Wednesday, February 29, 2012

Charles Baudelaire

Charles Baudelaire ca. 1863
The son of Joseph-Francois Baudelaire and Caroline Archimbaut Dufays, Charles Baudelaire was born in Paris in 1821. Baudelaire's father, who was thirty years older than his mother, died when the poet was six. Baudelaire was very close with his mother (much of what is known of his later life comes from the letters he wrote her), but was deeply distressed when she married Major Jacques Aupick. In 1833, the family moved to Lyons where Baudelaire attended a military boarding school. Shortly before graduation, he was kicked out for refusing to give up a note passed to him by a classmate. Baudelaire spent the next two years in Paris' Latin Quarter pursuing a career as a writer and accumulating debt. It is also believed that he contracted syphilis around this time.
In 1857, Auguste Poulet-Malassis published the first edition of Les Fleurs du mal. Baudelaire was so concerned with the quality of the printing that he took a room near the press to help supervise the book's production. Six of the poems, which described lesbian love and vampires, were condemned as obscene by the Public Safety section of the Ministry of the Interior. The ban on these poems was not lifted in France until 1949. In 1861, Baudelaire added thirty-five new poems to the collection. Les Fleurs du mal afforded Baudelaire a degree of notoriety; writers such as Gustave Flaubert and Victor Hugo wrote in praise of the poems. Flaubert wrote to Baudelaire claiming, "You have found a way to inject new life into Romanticism. You are unlike anyone else [which is the most important quality]." Unlike earlier Romantics, Baudelaire looked to the urban life of Paris for inspiration. He argued that art must create beauty from even the most depraved or "non-poetic" situations.

Les Fleurs du mal 
The first edition of Les Fleurs du mal with author's notes.
"You know that I have always considered that literature and the arts pursue an aim independent of morality. Beauty of conception and style is enough for me. But this book, whose title (Fleurs du mal) says everything, is clad, as you will see, in a cold and sinister beauty. It was created with rage and patience. Besides, the proof of its positive worth is in all the ill that they speak of it. The book enrages people. Moreover, since I was terrified myself of the horror that I should inspire, I cut out a third from the proofs. They deny me everything, the spirit of invention and even the knowledge of the French language. I don't care a rap about all these imbeciles, and I know that this book, with its virtues and its faults, will make its way in the memory of the lettered public, beside the best poems of V. Hugo, Th. Gautier and even Byron."
Victor Hugo wrote to him: "Your fleurs du mal shine and dazzle like stars... I applaud your vigorous spirit with all my might".
The Painter of Modern Life
  • Beauty
"Beauty is made up of an eternal, invariable element, whose quantity it is excessively difficult to determine, and of a relative, circumstantial element, which will be, if you like, whether severally of all at once, the age tis fashions, its morals, its emotions."
  • Modernity 
"By modernity I mean the transitory, the fugitive, the contingent" (Baudelaire 1964, 13). Advancing technological innovation, affecting artistic technique and the means of manufacture, changed rapidly the possibilities of art and its status in a rapidly changing society. Photography challenged the place of the painter and painting. Architecture was transformed by the availability of steel for structures.

Philosophy 
  • Love
"There is an invincible taste for prostitution in the heart of man, from which comes his horror of solitude. He wants to be 'two'. The man of genius wants to be 'one'... It is this horror of solitude, the need to lose oneself in the external flesh, that man nobly calls 'the need to love."
  •  Marriage
"Unable to suppress love, the Church wanted at least to disinfect it, and it created marriage."
  •  The artist
"The more a man cultivates the arts, the less randy he becomes... Only the brute is good at coupling, and copulation is the lyricism of the masses. To copulate is to enter into another–and the artist never emerges from himself."
"Style is character."
  •  Pleasure
"Personally, I think that the unique and supreme delight lies in the certainty of doing 'evil'–and men and women know from birth that all pleasure lies in evil."
  • Politics
Along with Poe, Baudelaire named the arch-reactionary Joseph de Maistre as his maître à penser and adopted increasingly aristocratic views. In his journals, he wrote "There is no form of rational and assured government save an aristocracy. A monarchy or a republic, based upon democracy, are equally absurd and feeble. The immense nausea of advertisements. There are but three beings worthy of respect: the priest, the warrior and the poet. To know, to kill and to create. The rest of mankind may be taxed and drudged, they are born for the stable, that is to say, to practise what they call professions."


> ABOUT THIS EXERCISE: Every record that follows must be duplicated exactly, with images left out.

Segment Start: EXTRACTED INFORMATION

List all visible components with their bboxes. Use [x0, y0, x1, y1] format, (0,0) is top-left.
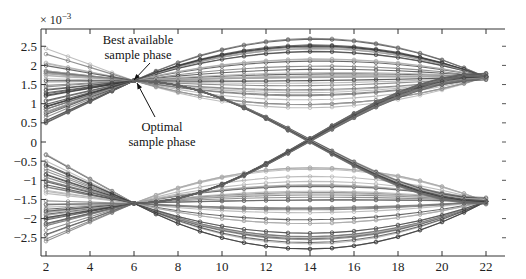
x-tick-label: 4	[87, 259, 94, 274]
y-tick-label: 2.5	[21, 39, 37, 54]
annotation-best-available-line2: sample phase	[105, 48, 172, 62]
x-tick-label: 8	[175, 259, 182, 274]
y-multiplier-label: × 10−3	[40, 11, 72, 27]
x-tick-label: 18	[392, 259, 405, 274]
y-tick-label: 2	[31, 58, 38, 73]
annotation-optimal-line2: sample phase	[129, 135, 196, 149]
annotation-best-available-line1: Best available	[103, 33, 174, 47]
y-tick-label: −2	[23, 211, 37, 226]
x-tick-label: 10	[216, 259, 229, 274]
x-tick-label: 14	[304, 259, 318, 274]
y-tick-label: −1	[23, 173, 37, 188]
x-tick-label: 22	[480, 259, 493, 274]
y-tick-label: 1.5	[21, 77, 37, 92]
eye-diagram-chart: 2468101214161820222.521.510.50−0.5−1−1.5…	[0, 0, 526, 279]
annotation-optimal-line1: Optimal	[142, 120, 183, 134]
annotations: Best availablesample phaseOptimalsample …	[103, 33, 196, 149]
y-tick-label: 1	[31, 96, 38, 111]
x-tick-label: 20	[436, 259, 449, 274]
y-tick-label: 0.5	[21, 115, 37, 130]
y-tick-label: −0.5	[13, 154, 37, 169]
signal-traces	[44, 37, 488, 251]
y-tick-label: 0	[31, 135, 38, 150]
x-tick-label: 2	[43, 259, 50, 274]
y-tick-label: −1.5	[13, 192, 37, 207]
x-tick-label: 6	[131, 259, 138, 274]
y-tick-label: −2.5	[13, 230, 37, 245]
x-tick-label: 12	[260, 259, 273, 274]
x-tick-label: 16	[348, 259, 362, 274]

Segment End: EXTRACTED INFORMATION

> WRITTEN RESPONSE:
List all visible components with their bboxes. Use [x0, y0, x1, y1] format, (0,0) is top-left.
x-tick-label: 4	[87, 259, 94, 274]
y-tick-label: 2.5	[21, 39, 37, 54]
annotation-best-available-line2: sample phase	[105, 48, 172, 62]
x-tick-label: 8	[175, 259, 182, 274]
y-multiplier-label: × 10−3	[40, 11, 72, 27]
x-tick-label: 18	[392, 259, 405, 274]
y-tick-label: 2	[31, 58, 38, 73]
annotation-optimal-line2: sample phase	[129, 135, 196, 149]
annotation-best-available-line1: Best available	[103, 33, 174, 47]
y-tick-label: −2	[23, 211, 37, 226]
x-tick-label: 10	[216, 259, 229, 274]
x-tick-label: 14	[304, 259, 318, 274]
y-tick-label: −1	[23, 173, 37, 188]
x-tick-label: 22	[480, 259, 493, 274]
y-tick-label: 1.5	[21, 77, 37, 92]
eye-diagram-chart: 2468101214161820222.521.510.50−0.5−1−1.5…	[0, 0, 526, 279]
annotation-optimal-line1: Optimal	[142, 120, 183, 134]
annotations: Best availablesample phaseOptimalsample …	[103, 33, 196, 149]
y-tick-label: 1	[31, 96, 38, 111]
x-tick-label: 20	[436, 259, 449, 274]
y-tick-label: 0.5	[21, 115, 37, 130]
y-tick-label: −0.5	[13, 154, 37, 169]
signal-traces	[44, 37, 488, 251]
y-tick-label: 0	[31, 135, 38, 150]
x-tick-label: 2	[43, 259, 50, 274]
y-tick-label: −1.5	[13, 192, 37, 207]
x-tick-label: 6	[131, 259, 138, 274]
y-tick-label: −2.5	[13, 230, 37, 245]
x-tick-label: 12	[260, 259, 273, 274]
x-tick-label: 16	[348, 259, 362, 274]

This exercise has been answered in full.